Exercise inputs:
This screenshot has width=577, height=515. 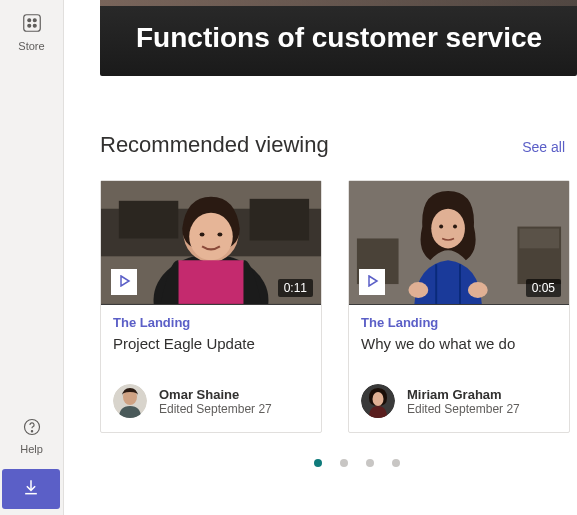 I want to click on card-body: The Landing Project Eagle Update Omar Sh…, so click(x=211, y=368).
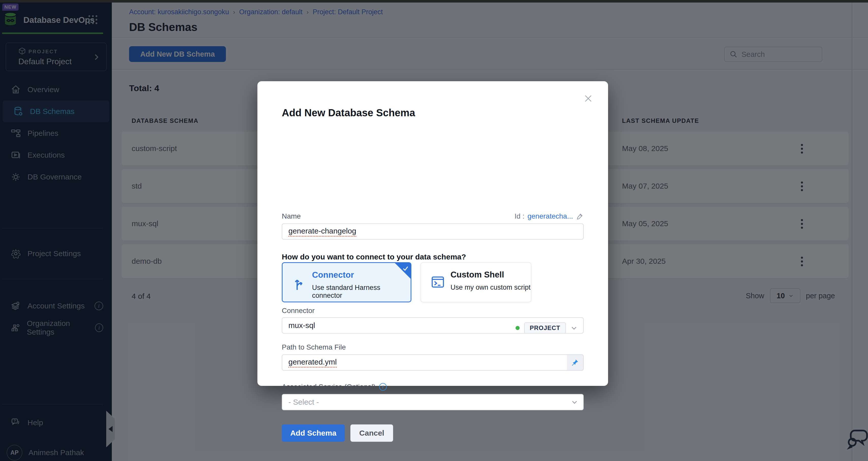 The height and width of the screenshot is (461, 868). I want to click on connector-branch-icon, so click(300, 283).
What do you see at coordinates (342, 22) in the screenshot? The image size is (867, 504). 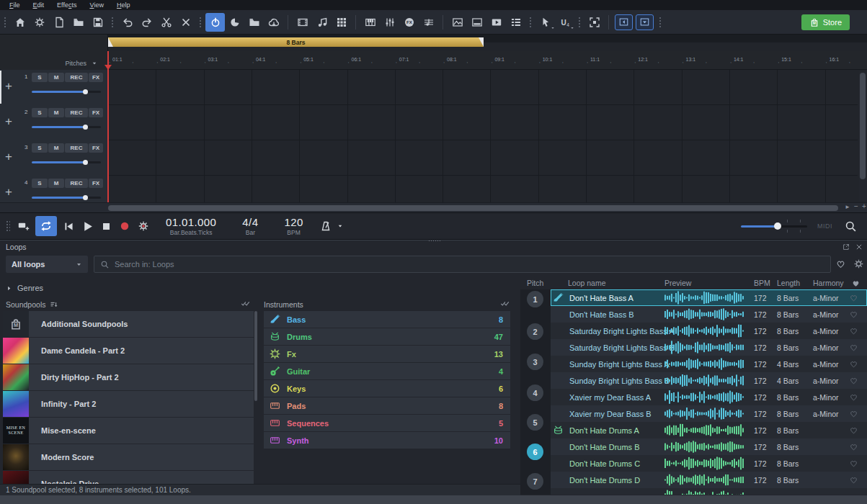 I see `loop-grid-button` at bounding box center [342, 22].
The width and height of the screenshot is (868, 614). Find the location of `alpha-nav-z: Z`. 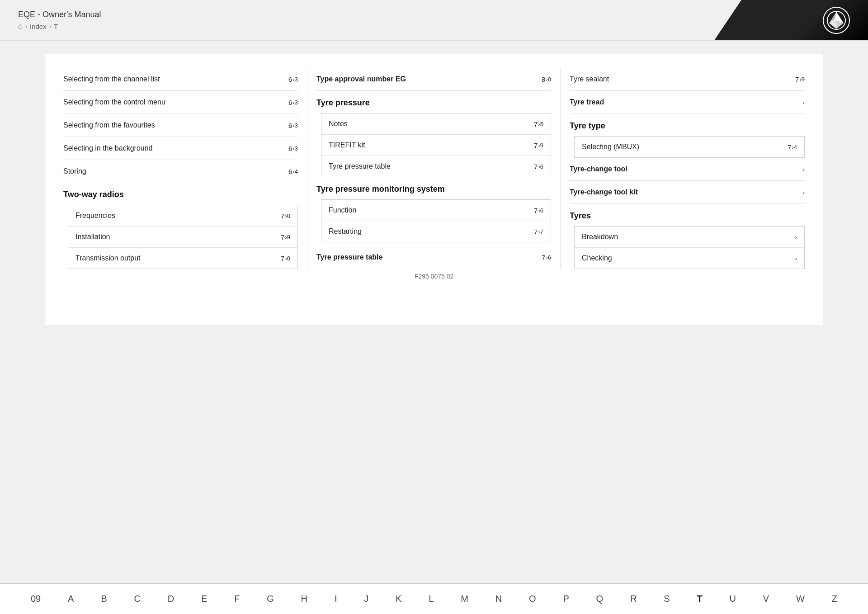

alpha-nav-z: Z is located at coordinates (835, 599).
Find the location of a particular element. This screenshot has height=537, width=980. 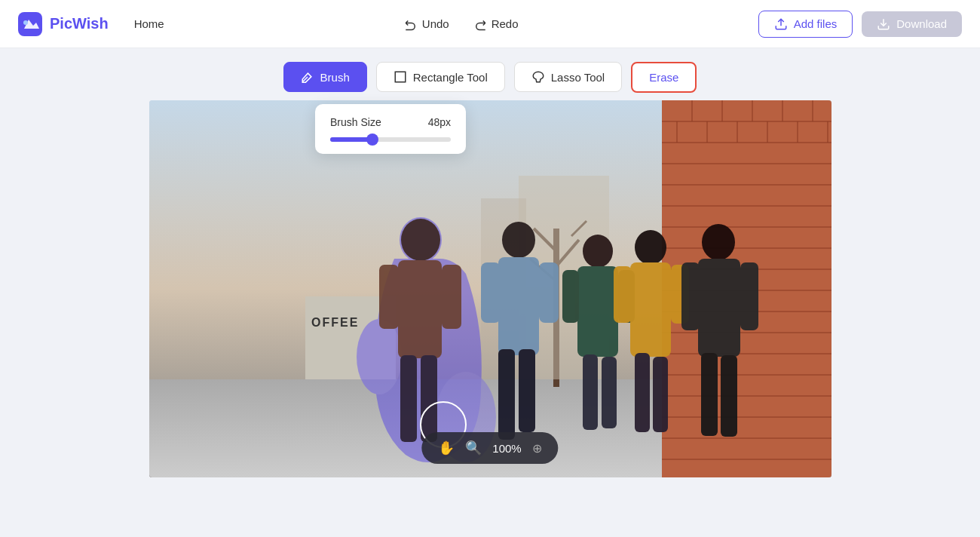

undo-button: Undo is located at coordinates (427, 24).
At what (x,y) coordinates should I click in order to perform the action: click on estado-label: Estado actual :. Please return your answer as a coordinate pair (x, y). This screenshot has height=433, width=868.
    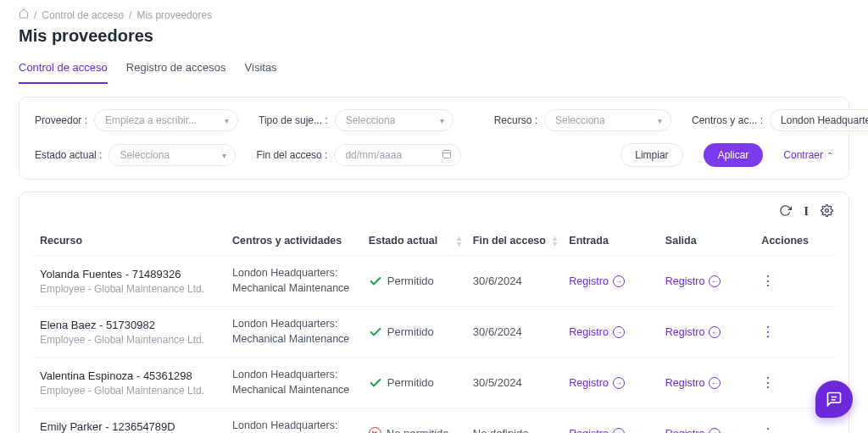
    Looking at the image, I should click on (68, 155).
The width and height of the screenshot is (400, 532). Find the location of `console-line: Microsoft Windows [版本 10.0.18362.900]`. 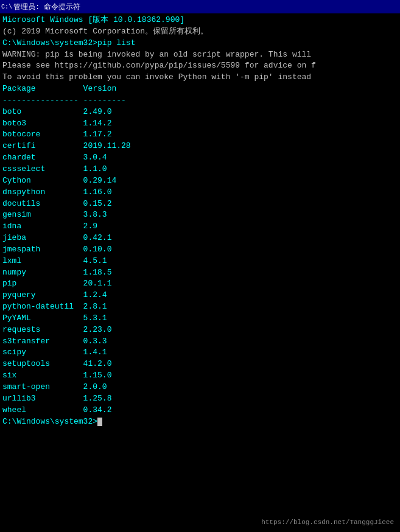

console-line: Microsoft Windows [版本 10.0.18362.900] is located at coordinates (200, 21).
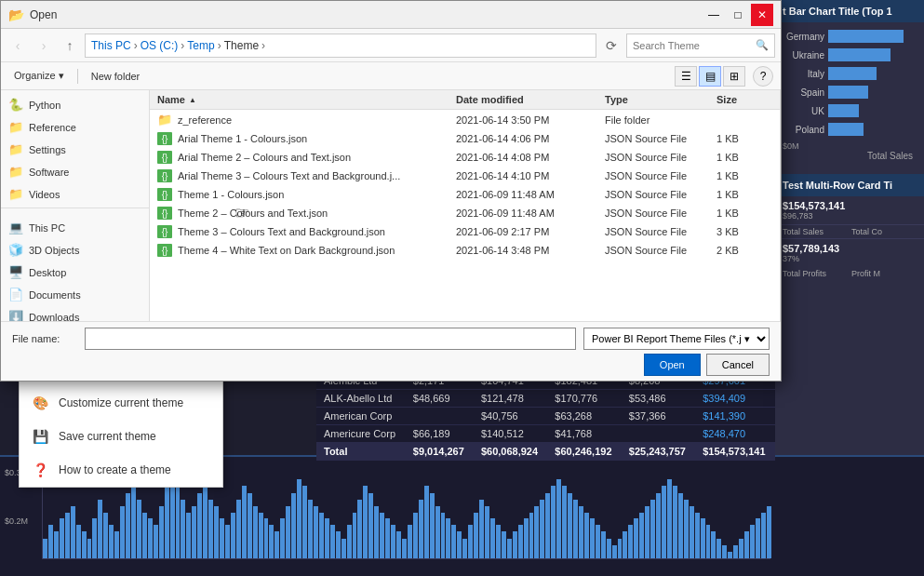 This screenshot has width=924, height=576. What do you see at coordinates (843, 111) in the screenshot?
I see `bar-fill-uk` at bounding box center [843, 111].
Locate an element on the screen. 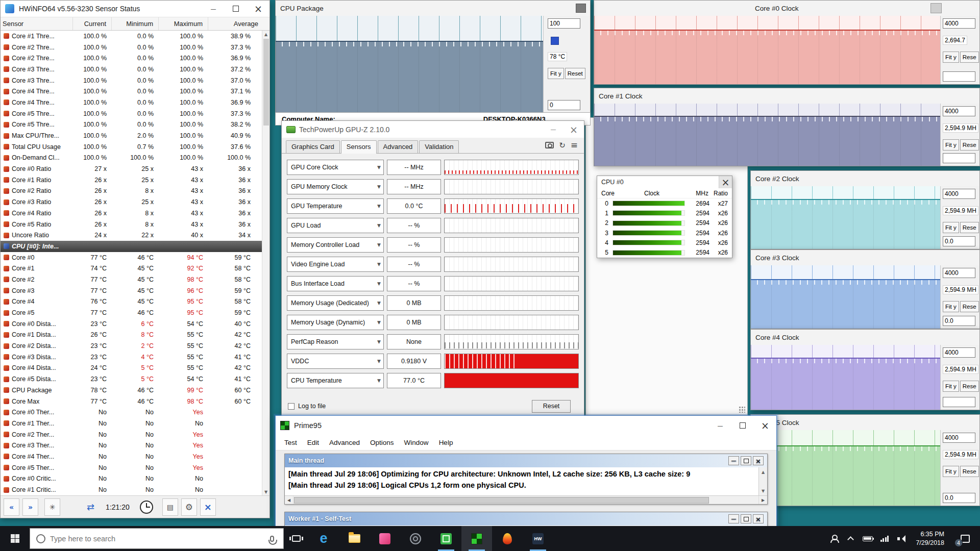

Exercise description: Please repeat, exactly as written, only the lines from the line with "At what (x,y)" to the end of the data, leaving out every picture.

Exercise response:
At what (x,y) coordinates should I click in order to perform the action: click on estado-label: Estado actual :. Please return your answer as a coordinate pair (x, y). This screenshot has height=433, width=868.
    Looking at the image, I should click on (68, 155).
The width and height of the screenshot is (400, 532). Find the location of `console-line: Microsoft Windows [版本 10.0.18362.900]`. 

console-line: Microsoft Windows [版本 10.0.18362.900] is located at coordinates (200, 21).
 This screenshot has width=924, height=576. What do you see at coordinates (843, 111) in the screenshot?
I see `bar-fill-uk` at bounding box center [843, 111].
Locate an element on the screen. 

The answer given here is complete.